Starting in January 2011 the IRS is no longer mailing paper filings for taxes, credit card spending has hit a 31 year decline while debit card transactions have increased nearly 7.9% overall. It’s estimated that credit card usage will drop below 50%while frauds drops quickly due to new detection systems. Consumers are using less credit and wanting less credit. In a world where traditional credit has evaporated, consumers have changed not how they spend money but how they perceive and attain credit- this time without banks.
Facebook the New Credit Database?
It used to be that credit scores were good indicators of risk associated with consumers. Looking at outstanding debt, previous history of payments, previous history of spending transactions you could evaluate the worth of someone’s credit and assign a credit score. For years banks had massive transactional data and tried to figure out the best way to calculate risk both for major fraud (on a criminal level) and minor fraud (personal, potentially accidental level). Obviously systems are in place now with algorithms that formulate risk. This isn’t a secret, it’s the bones behind why your debit or credit card has been declined: your cardholder information is processed against which ever authorization program being used and an answer is sent back to the originating terminal from either ‘approving” or “declining” that particular transaction. You know who is also really good at making algorithms and understanding user behavior? Facebook.

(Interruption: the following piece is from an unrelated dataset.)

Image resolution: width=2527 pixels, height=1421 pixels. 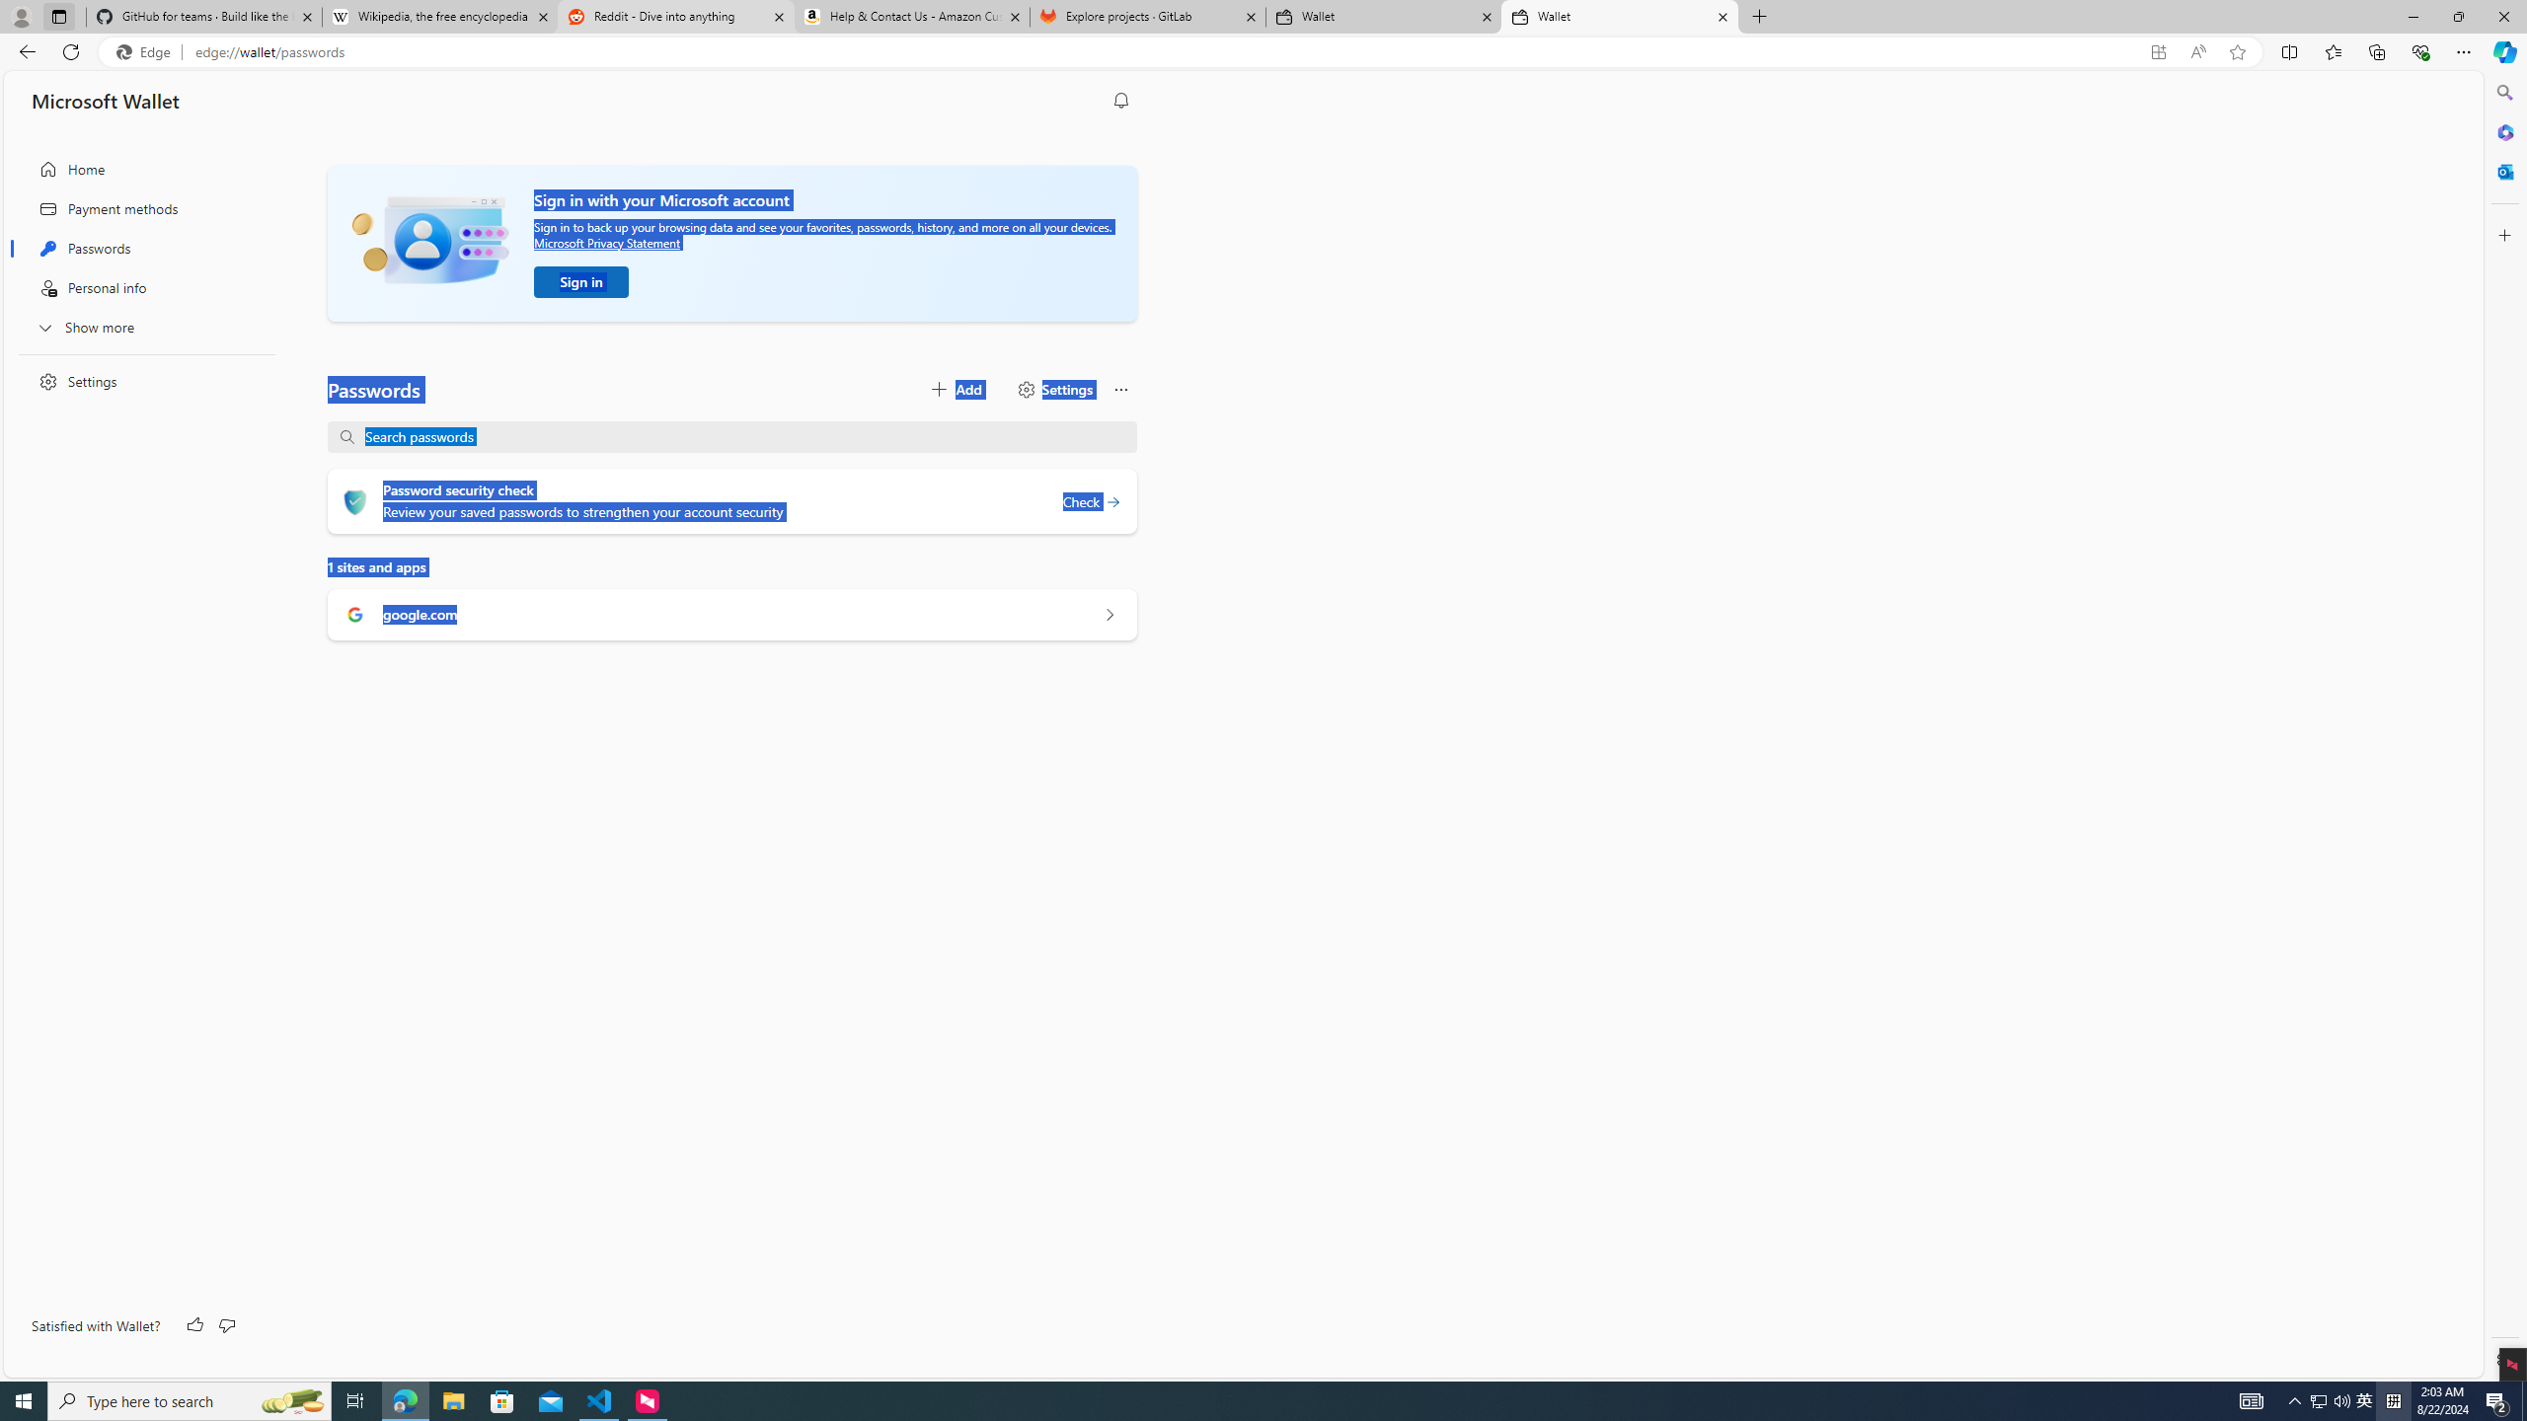 I want to click on Sign in, so click(x=580, y=282).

A Transaction is a Transaction
Transaction amounts and types are quickly categorized which is why with online banking many times a larger amount than spent at a gas station will be held against a checking account or why with some business debit cards a small transaction will be declined at one restaurant but not another. Many times transactions limits are set higher than they should be, as it allows banks to rack up fees for overdrawn or accounts improperly used. Americans poor spending habits have been nurtured by banks, it’s been a way to make money but with recent court cases like this one against Wells Fargo, banks are being forced to tighten the rope on spending and on granting credit. Tightened financial regulation has been needed for years just as paper checks are being phased out of Europe. Banks have less incentive to give money and consumers have less reasons to use banks. The bank and consumer relationship has become a hostile one coming and social media is becoming the catalyst for divorce.
Who Needs Money Anyway?
Already online holiday spending is up 7-9%. Credits can be earned taking surveys online, money can be made and spent playing games, loans can be given via websites like ZestCash and Prosper. The joke has always been and will increasingly become true that one day you can pay rent with Farmville points. This isn’t far fetched: earlier this year Zynga partnered up with a Softbank a Japanese venture, while SponsorPay continues to dominate the Europe virtual currency market. and the U.S banking system quickly falls behind the mark, or even worse can’t keep up. Mobile payments make taking money on the go easy, Paypal allows prepaid cards for cashing out accounts, and Facebook is partnered with Amazon for social shopping. Facebook credits the new money?
Klout Score the New Credit Score
Every time you use your credit card transaction information is being stored and used to evaluate risk. Everytime you like or share something on Facebook its being tracked. Retweets, tracked. Friends, tracked. With Facebook opt-in many other things you do online are tracked and associated with your Facebook user account, we know this thus how Klout is now able to give a “influence” score for Facebook as well as Twitter. Your Klout score tells the world the power you have online. It shouldn’t be long before the same principals behind traditional electronic spending can be applied to online influence. Want to get a homeloan? Did your car insurance rates go up? All of this, could, be measured against your online score.
What will consumers be doing this winter retail season? Besides shopping online, it may just be the beginnings of building online credit, social media style.